Now, using its project
method, we can optimize from multiple starting points, for example:
## $x
## [1] 0.5 0.5
##
## $status
## [1] 0
##
## $eps
## NULL
##
## $iterations
## [1] 3
##
## $duration
## user system elapsed
## 0 0 0
##
## $objective
## [1] 0.7615773
## $x
## [1] 0.5040358 0.4959642
##
## $status
## [1] 0
##
## $eps
## NULL
##
## $iterations
## [1] 26
##
## $duration
## user system elapsed
## 0 0 0
##
## $objective
## [1] 2.220643
The algorithm implemented here may have been invented a number of times.
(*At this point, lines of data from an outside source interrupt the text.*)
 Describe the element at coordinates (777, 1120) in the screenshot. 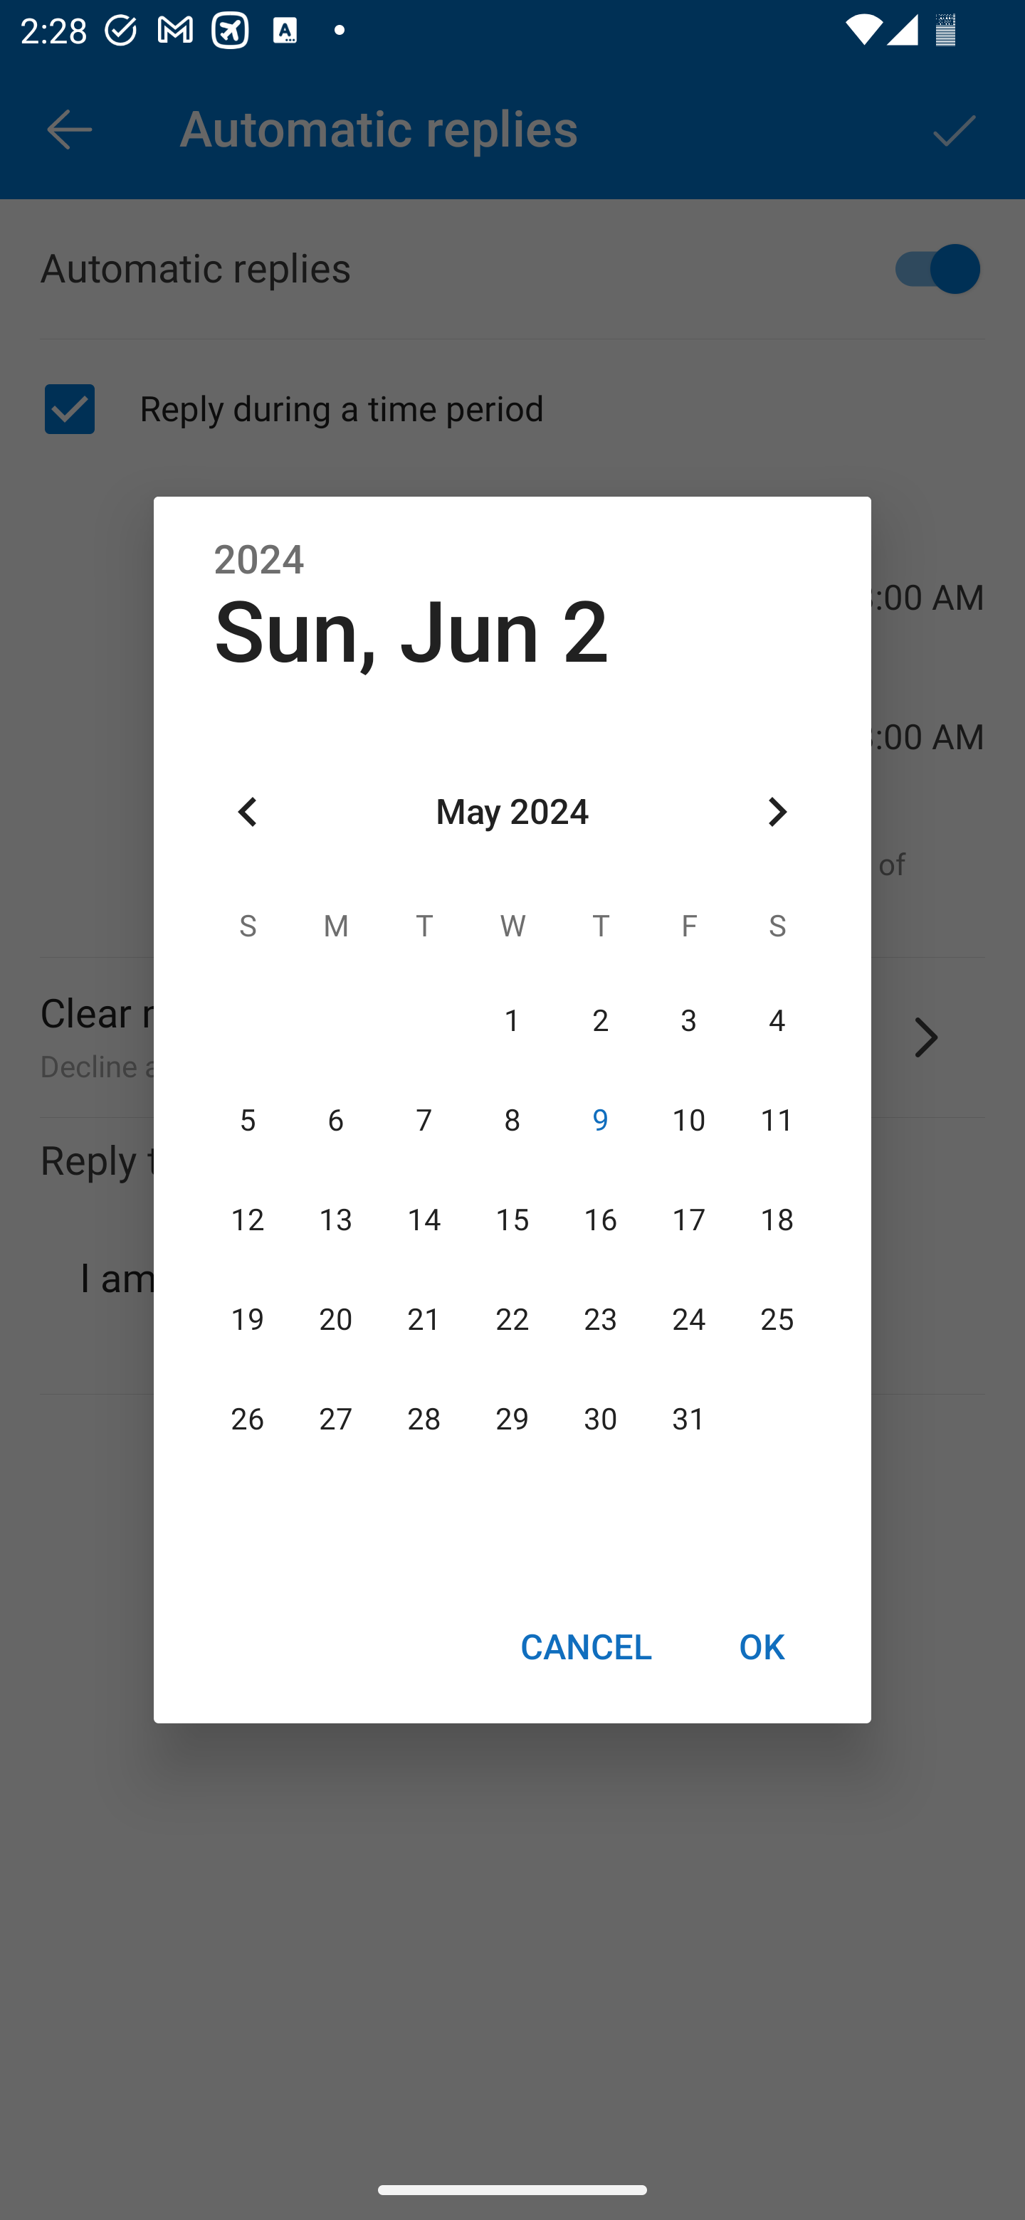

I see `11 11 May 2024` at that location.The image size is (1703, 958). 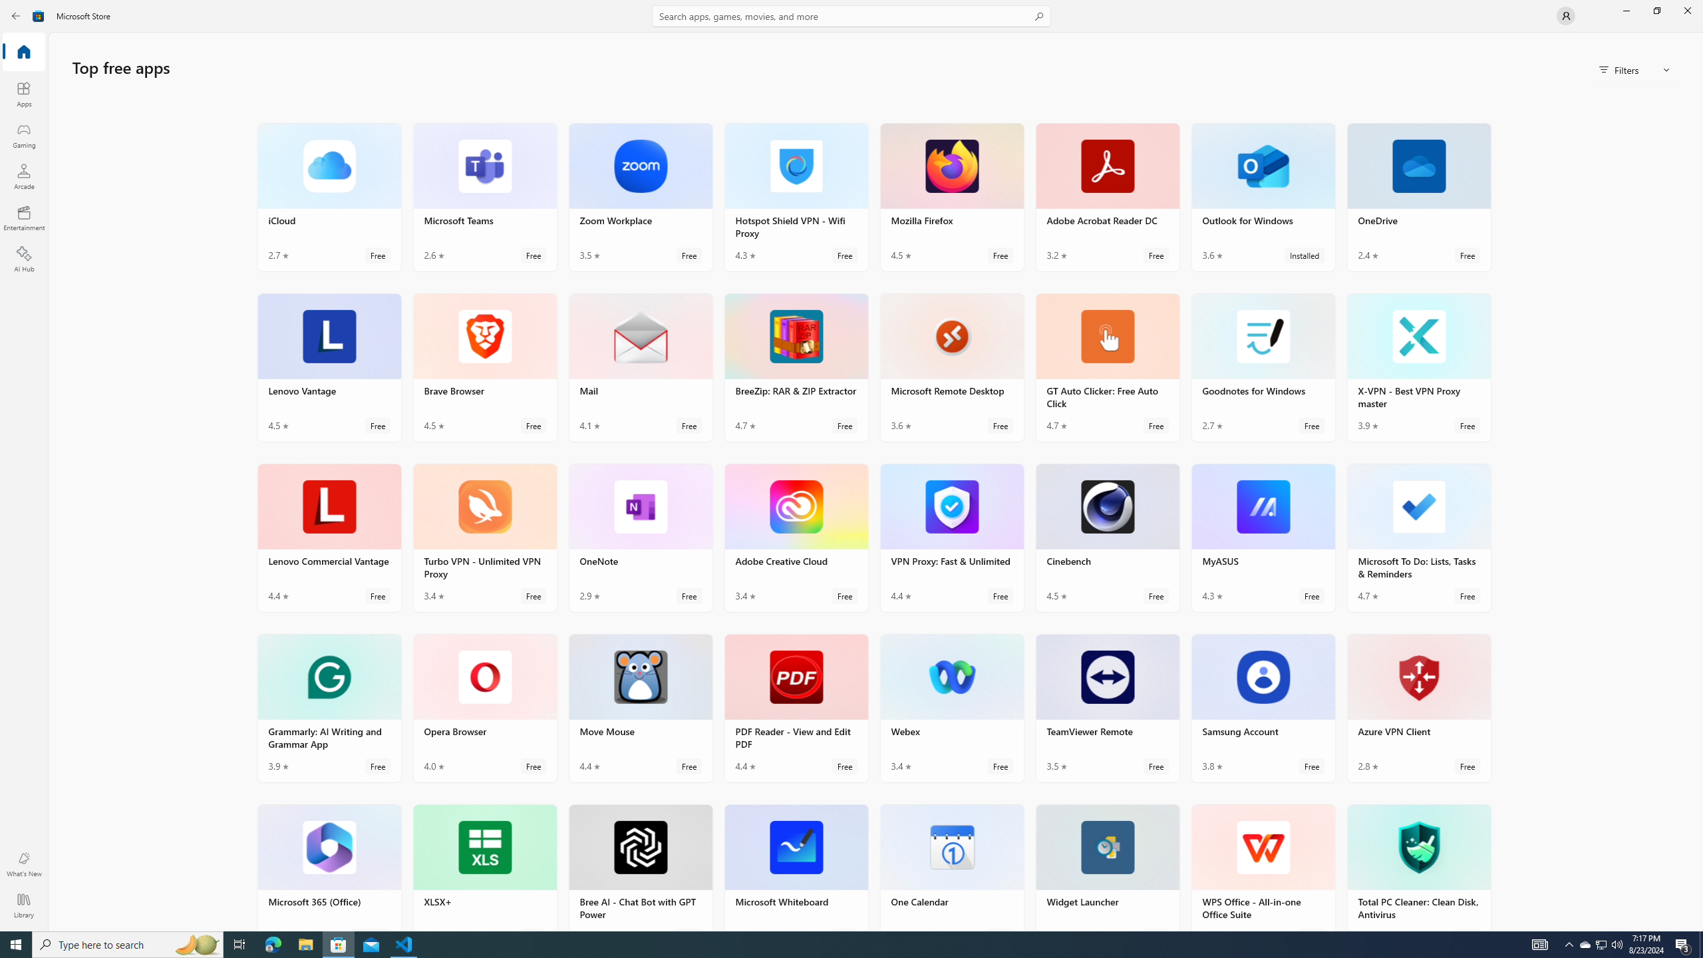 I want to click on Search, so click(x=852, y=16).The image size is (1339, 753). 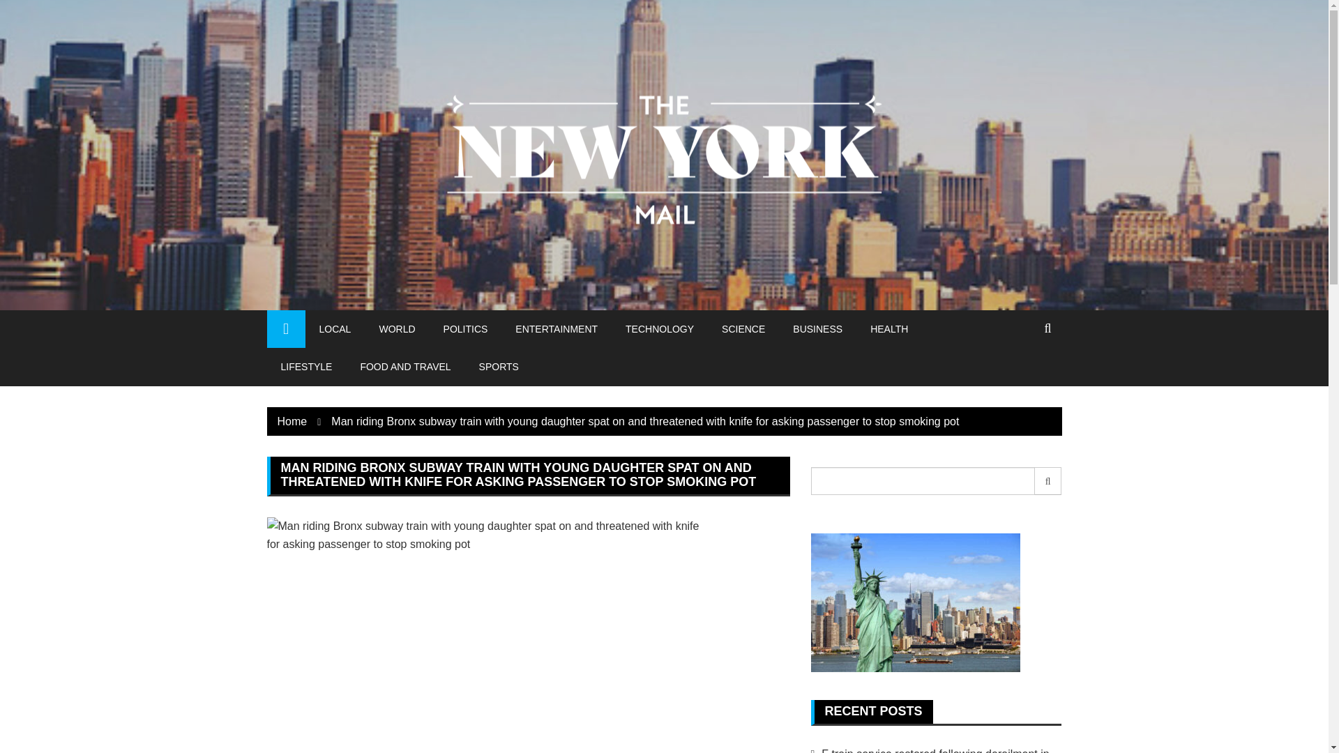 What do you see at coordinates (743, 328) in the screenshot?
I see `SCIENCE` at bounding box center [743, 328]. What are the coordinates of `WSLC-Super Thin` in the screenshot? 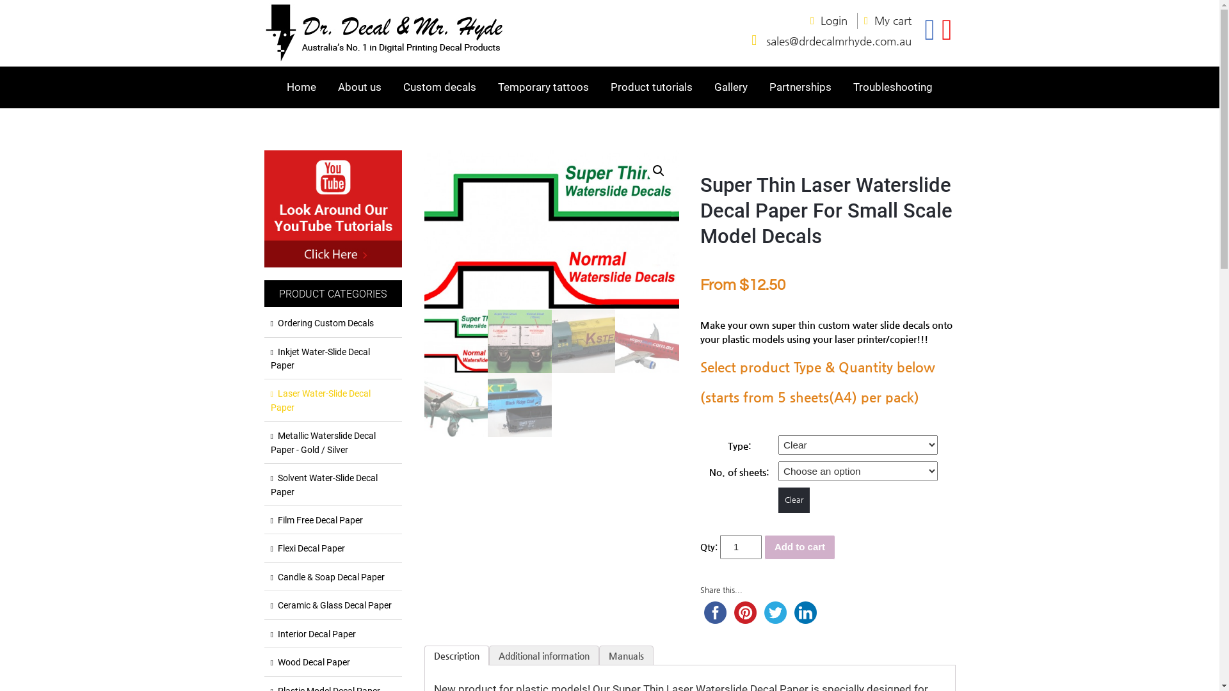 It's located at (551, 230).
The earliest reference known to this author is
The method was more recently discussed in the context of restricted imputation methodology by
Users of the rspa
package will no doubt recognize the algorithm and the sparse_constraints
object. We chose to separate the functionality from rspa
to be able to reuse the successive projection algorithm for multiple purposes, without depending on the editrules
package. In the future, rspa
will depend on lintools
with guaranteed backward compatibility.